The Easel

8th October 2019

What the Hell Was Modernism? The Museum of Modern Art tries to open itself up

Last rites for the monarchy of modernism. New York’s MoMA was founded on the view that modernism was the zenith of all art. Major changes in the display of its collection, about to be revealed, are a de facto admission that modernism is just one of many art movements. Expect art that is” less than a century old, less white, less male, and less [American] … the monolith of modernism is gone.” Expect more on this topic.

1st October 2019

Vija Celmins’s surface matters

Celmins keeps a low profile and produces relatively few paintings. Yet her works “awe critics” and sell for huge prices. They focus on household objects, the sea, starry skies – the images rendered in minute detail and muted colour. Their reticence gives them “a timeless, impersonal, and rather cold beauty”. Or, as one writer says, they have “whispered power”.  More images are here.

A New Exhibit Of ‘Maximalism’ Shows How Artists Trounced Modernism And Made Art Inclusive In The 70s

The pattern and decoration movement had its heyday in the 1970’s. Its frontal attack on minimalism raised difficult issues for art theory. Dry though that debate can be, these issues are important. Is decoration bad art – or perhaps not art at all? What are the boundaries of art and who gets to decide what is in or out? The current flurry of museum shows on this subject suggests resolution is not imminent.

With a brass band blaring, artist Kehinde Wiley goes off to war with Confederate statues

Proposals to remove Richmond’s Confederacy-era statues caused a huge controversy.  Virginia’s Museum of Fine Art has a nice response – a “massive” statue of an African American man. Temporarily in New York’s Times Square, the figure wears dreadlocks and street wear and strikes a faux-heroic pose atop a horse. In December it will be installed in Richmond, a “profoundly subversive response to the city’s Civil War dilemma.”

Body Of Work, Michelangelo: Mind Of The Master

If man is God’s most perfect creation, how should the figure be drawn? Michelangelo wanted to show it as even more perfect than real life. This required him to study anatomy – like his older rival da Vinci. More important, though, was the choice of pose: “the torsion of the human body in motion … expressed the inner life of the subject, the emotion of the moment, time stopped in an instant of revelation.”

Reconsidering Ceramics Iconoclast Peter Voulkos at Burning in Water

A visit to Black Mountain College was Voulkos’ first exposure to New York abstraction. What an impact! He set about redefining ceramics, discarding many of its established practices. In particular, what some regarded as flaws he saw as “spontaneous creative accidents.” Voulkos wasn’t thinking pots anymore but rather expressionist sculpture. He was re-inventing American post-war ceramics.  A video (1 min) is here.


» **WHAT YOU HAVE TO DO**:
Search the entries below for the word "birth" and copy every line where it appears.

Source data
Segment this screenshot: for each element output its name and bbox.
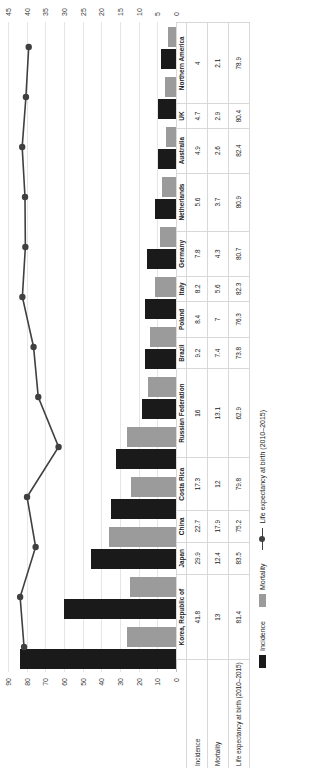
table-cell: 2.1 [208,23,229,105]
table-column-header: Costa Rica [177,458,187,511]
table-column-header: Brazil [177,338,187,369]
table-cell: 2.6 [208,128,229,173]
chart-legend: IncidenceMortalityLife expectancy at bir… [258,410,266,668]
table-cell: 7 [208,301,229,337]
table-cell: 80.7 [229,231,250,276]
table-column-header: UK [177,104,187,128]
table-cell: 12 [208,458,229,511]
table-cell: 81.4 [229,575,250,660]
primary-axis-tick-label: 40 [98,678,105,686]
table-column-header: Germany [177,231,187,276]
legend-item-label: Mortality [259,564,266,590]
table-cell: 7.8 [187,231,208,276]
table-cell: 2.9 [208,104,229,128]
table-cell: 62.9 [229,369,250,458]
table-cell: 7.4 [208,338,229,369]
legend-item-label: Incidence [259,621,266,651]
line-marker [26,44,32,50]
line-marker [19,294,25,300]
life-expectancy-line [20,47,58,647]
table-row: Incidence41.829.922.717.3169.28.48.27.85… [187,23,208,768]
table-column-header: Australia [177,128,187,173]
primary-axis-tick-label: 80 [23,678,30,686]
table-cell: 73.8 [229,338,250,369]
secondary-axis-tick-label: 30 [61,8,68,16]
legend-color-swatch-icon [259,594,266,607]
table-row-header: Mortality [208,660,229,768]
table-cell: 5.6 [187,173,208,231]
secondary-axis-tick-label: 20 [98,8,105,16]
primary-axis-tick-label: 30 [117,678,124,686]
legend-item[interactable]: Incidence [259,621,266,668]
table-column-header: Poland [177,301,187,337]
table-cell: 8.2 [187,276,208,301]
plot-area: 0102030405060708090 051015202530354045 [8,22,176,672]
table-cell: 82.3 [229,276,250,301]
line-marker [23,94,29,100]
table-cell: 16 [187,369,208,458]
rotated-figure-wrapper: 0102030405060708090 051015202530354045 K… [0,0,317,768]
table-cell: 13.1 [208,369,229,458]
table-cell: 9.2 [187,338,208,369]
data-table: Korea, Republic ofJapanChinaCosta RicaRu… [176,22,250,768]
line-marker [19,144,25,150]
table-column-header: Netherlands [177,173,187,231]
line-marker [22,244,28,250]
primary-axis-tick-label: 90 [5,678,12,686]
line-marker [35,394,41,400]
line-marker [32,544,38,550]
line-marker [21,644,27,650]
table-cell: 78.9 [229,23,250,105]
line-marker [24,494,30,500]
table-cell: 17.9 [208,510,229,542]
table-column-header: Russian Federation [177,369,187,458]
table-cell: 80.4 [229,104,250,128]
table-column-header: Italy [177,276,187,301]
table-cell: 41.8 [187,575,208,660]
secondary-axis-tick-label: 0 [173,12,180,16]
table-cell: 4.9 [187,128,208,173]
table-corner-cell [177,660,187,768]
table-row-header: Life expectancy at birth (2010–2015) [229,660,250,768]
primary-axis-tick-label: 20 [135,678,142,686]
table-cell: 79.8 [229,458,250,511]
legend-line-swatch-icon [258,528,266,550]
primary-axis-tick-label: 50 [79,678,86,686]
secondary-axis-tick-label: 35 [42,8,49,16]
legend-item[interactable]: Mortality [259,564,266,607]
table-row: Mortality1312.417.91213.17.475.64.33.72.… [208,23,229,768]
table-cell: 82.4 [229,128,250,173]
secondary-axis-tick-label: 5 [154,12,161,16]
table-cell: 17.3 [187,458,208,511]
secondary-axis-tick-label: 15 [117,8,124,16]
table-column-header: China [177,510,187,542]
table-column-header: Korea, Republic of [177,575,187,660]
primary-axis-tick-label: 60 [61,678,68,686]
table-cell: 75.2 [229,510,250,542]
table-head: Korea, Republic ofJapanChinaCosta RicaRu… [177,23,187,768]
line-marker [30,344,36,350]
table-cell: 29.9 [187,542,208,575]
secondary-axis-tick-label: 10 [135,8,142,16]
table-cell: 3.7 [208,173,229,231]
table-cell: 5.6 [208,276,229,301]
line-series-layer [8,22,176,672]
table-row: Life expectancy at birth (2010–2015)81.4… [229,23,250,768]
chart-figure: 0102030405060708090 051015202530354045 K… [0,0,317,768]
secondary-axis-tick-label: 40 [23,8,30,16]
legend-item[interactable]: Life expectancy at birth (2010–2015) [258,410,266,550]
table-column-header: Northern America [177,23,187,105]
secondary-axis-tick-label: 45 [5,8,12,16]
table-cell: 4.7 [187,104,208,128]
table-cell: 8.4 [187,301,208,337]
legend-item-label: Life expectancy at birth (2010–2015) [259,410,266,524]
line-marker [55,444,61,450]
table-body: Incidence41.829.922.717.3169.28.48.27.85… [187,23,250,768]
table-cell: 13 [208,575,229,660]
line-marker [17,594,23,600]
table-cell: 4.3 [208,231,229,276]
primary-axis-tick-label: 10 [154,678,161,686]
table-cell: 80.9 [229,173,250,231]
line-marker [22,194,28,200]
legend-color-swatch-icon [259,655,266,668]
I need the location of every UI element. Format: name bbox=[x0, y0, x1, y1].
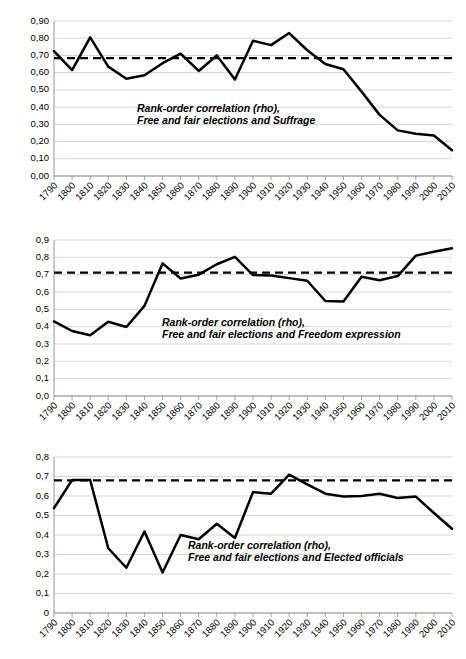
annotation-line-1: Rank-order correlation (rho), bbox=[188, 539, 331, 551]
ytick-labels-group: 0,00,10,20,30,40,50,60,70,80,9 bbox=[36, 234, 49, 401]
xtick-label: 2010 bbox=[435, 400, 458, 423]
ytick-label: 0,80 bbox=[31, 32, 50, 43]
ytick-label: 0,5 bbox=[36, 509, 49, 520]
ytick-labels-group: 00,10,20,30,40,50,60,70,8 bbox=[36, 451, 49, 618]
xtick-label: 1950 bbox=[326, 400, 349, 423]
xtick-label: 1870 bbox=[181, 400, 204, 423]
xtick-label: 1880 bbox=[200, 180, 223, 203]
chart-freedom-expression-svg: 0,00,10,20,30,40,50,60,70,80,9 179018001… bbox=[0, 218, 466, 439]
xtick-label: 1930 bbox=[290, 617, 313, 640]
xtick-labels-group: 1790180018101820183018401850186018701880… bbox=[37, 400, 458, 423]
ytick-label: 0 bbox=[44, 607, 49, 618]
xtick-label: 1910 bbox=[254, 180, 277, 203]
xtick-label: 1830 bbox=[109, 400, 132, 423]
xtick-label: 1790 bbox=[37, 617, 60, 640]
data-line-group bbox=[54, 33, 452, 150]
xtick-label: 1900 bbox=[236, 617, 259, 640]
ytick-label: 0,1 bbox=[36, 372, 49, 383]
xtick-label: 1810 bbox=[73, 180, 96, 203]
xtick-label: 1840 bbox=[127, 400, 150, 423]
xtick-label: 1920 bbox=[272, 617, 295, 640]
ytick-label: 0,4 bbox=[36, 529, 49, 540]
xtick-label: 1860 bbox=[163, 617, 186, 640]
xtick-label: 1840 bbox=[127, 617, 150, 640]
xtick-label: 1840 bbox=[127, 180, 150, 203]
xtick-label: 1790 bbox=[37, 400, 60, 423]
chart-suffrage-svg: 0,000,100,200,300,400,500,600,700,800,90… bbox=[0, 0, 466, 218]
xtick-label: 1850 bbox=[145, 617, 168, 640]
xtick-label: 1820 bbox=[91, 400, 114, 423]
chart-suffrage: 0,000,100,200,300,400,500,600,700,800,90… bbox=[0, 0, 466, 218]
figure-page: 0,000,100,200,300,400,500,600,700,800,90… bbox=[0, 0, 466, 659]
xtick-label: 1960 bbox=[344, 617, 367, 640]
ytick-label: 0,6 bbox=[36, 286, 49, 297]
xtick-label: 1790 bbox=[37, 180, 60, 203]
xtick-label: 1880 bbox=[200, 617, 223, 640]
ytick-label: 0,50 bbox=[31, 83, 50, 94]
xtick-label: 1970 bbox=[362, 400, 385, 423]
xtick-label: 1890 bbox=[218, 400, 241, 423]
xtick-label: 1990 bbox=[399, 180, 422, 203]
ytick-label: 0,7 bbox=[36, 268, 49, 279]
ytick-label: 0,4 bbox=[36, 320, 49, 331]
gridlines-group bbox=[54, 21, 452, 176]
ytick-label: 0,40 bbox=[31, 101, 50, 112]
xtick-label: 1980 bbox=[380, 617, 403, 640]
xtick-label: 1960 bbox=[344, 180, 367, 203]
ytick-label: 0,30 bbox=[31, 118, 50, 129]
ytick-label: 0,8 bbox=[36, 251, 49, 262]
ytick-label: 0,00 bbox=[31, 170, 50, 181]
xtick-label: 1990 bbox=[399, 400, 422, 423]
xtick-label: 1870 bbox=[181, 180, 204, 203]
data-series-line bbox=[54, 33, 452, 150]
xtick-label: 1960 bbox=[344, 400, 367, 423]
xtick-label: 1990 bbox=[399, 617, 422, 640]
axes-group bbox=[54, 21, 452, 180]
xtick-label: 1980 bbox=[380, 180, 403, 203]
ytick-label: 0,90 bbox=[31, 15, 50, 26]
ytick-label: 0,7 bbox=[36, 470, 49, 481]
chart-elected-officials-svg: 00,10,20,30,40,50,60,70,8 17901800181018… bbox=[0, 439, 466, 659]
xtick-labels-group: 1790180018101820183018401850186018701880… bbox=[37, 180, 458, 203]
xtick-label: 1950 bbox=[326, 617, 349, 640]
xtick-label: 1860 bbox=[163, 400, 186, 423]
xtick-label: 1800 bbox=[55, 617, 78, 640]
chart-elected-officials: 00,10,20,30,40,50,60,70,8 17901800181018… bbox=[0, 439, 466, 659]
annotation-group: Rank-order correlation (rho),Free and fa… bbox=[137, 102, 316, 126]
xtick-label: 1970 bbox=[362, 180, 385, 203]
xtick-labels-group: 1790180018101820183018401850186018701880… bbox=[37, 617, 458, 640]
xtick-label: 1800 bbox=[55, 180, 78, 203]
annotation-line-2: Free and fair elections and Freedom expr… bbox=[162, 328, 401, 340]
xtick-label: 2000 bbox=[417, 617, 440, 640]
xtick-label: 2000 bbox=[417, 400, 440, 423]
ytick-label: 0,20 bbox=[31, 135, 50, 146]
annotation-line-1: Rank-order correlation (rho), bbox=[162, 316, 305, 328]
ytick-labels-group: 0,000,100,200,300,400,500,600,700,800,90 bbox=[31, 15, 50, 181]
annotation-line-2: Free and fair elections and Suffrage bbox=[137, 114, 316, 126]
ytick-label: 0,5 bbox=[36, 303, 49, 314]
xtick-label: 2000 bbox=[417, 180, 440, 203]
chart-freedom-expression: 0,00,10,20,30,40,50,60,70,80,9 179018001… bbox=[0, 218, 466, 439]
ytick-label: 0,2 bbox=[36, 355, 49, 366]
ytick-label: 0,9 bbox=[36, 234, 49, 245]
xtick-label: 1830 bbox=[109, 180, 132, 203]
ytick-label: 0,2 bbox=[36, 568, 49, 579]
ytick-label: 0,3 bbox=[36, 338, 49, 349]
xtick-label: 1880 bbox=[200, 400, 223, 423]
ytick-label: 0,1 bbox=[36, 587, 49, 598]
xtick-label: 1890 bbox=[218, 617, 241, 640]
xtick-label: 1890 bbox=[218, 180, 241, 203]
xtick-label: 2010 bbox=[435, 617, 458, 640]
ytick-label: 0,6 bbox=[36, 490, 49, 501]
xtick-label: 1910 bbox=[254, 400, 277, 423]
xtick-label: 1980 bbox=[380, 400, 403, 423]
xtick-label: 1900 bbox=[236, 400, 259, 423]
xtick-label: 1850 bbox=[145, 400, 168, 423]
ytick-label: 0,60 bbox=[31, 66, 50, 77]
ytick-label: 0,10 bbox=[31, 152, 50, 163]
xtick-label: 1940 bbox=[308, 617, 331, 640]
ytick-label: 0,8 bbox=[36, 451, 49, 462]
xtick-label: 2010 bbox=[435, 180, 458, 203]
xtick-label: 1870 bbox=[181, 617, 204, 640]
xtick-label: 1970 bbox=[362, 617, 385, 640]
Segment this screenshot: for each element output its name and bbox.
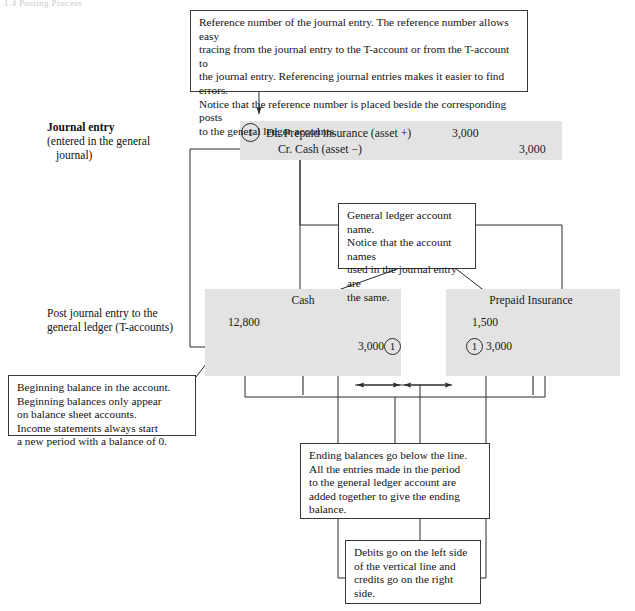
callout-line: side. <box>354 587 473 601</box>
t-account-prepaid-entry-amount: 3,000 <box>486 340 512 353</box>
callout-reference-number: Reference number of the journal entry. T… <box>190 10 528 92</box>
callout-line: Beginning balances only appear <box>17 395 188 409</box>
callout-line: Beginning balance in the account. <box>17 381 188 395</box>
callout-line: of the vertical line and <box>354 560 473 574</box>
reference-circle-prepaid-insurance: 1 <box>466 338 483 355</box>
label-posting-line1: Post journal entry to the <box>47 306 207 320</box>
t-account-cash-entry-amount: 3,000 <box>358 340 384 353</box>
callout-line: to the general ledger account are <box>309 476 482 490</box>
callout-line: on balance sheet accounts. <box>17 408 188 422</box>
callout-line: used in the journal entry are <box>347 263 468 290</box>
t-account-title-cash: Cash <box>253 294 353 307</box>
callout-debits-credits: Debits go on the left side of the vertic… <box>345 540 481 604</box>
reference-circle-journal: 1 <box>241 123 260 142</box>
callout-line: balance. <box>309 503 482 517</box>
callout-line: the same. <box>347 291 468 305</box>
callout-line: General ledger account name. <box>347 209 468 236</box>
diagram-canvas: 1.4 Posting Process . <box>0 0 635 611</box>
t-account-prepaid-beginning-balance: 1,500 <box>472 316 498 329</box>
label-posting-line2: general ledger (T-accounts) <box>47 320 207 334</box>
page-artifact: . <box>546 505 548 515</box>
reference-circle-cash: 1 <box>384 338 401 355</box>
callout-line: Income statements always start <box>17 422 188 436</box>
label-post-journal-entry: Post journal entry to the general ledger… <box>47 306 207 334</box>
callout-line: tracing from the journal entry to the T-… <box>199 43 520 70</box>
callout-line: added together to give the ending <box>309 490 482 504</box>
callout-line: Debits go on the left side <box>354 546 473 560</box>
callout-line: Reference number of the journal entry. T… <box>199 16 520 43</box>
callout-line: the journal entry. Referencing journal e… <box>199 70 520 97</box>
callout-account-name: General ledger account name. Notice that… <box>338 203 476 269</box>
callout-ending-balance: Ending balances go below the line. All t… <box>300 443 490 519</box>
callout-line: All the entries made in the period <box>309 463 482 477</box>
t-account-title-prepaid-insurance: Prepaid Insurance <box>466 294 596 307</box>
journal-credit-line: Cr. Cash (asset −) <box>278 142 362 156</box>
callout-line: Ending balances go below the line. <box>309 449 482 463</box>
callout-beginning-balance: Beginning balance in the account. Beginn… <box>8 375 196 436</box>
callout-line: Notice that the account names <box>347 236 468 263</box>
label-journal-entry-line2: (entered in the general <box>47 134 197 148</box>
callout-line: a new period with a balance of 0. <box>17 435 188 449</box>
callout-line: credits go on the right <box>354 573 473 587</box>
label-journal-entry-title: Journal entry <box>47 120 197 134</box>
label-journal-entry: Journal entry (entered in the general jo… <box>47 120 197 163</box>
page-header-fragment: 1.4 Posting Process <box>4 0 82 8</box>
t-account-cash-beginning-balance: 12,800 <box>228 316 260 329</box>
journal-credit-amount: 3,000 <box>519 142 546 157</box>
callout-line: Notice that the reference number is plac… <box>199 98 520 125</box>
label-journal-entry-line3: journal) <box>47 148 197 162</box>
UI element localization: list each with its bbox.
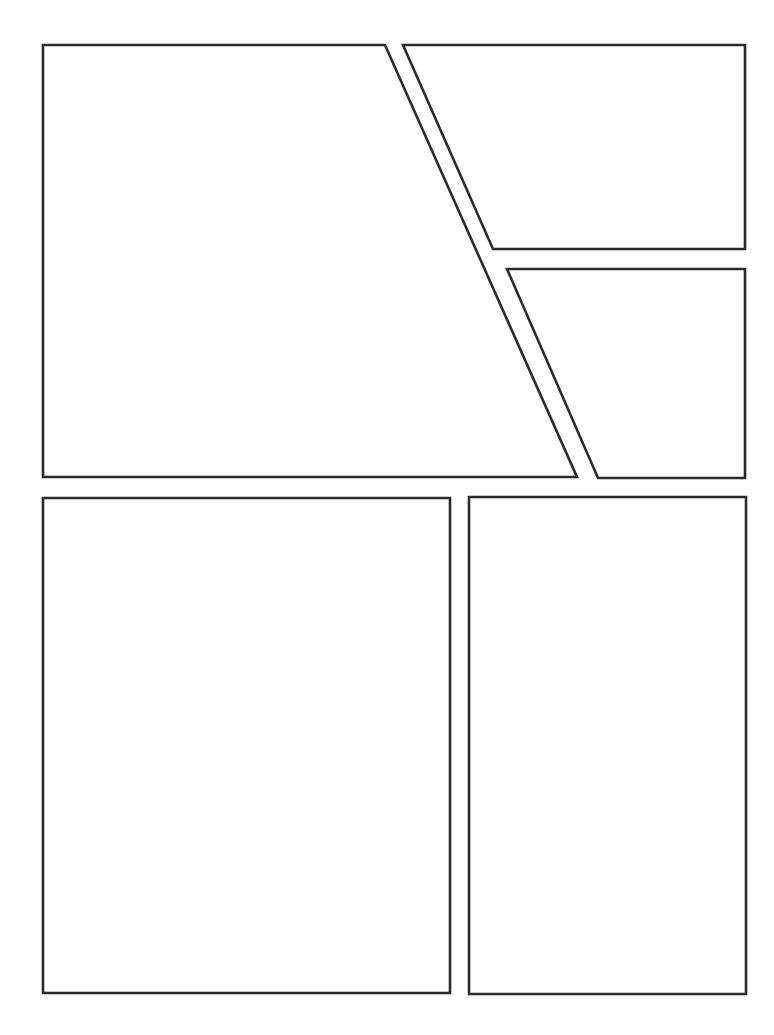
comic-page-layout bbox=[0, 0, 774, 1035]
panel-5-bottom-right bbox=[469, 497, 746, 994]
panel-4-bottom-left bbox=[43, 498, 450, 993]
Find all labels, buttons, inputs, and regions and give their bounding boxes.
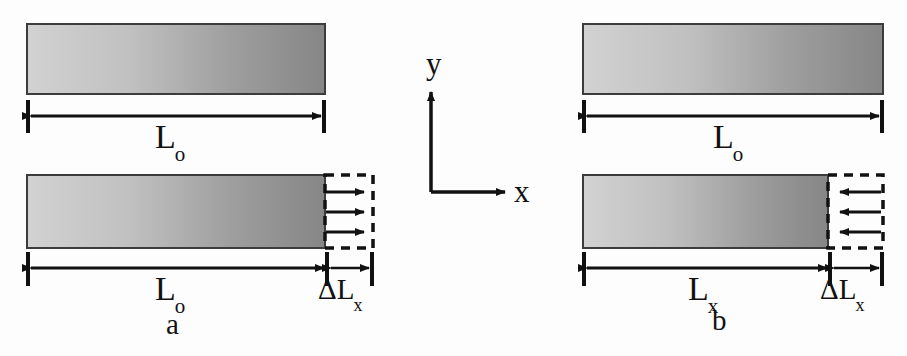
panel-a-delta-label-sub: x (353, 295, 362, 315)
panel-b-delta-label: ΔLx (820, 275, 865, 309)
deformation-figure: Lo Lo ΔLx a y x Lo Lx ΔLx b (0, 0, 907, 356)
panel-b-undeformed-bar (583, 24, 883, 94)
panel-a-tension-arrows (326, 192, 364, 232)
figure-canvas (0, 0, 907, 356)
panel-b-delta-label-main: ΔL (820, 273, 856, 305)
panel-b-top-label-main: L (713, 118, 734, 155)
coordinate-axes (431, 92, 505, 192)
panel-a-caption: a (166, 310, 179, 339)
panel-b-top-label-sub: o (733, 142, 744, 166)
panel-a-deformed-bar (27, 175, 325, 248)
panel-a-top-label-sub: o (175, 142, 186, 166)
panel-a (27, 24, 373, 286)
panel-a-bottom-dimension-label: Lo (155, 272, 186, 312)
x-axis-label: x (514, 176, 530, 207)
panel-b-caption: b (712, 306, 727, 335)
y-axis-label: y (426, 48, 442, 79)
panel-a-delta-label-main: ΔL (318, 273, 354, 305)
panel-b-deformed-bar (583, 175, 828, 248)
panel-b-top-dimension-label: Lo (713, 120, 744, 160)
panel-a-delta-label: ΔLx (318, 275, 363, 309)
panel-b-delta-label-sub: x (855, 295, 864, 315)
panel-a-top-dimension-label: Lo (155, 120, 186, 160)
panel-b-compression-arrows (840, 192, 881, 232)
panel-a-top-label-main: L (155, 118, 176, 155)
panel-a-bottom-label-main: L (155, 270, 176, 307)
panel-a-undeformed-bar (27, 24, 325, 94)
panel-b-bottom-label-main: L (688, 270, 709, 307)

» **SOLUTION TO THIS TASK**:
table-row-header: Life expectancy at birth (2010–2015) [229,660,250,768]
table-row: Life expectancy at birth (2010–2015)81.4… [229,23,250,768]
legend-item[interactable]: Life expectancy at birth (2010–2015) [258,410,266,550]
legend-item-label: Life expectancy at birth (2010–2015) [259,410,266,524]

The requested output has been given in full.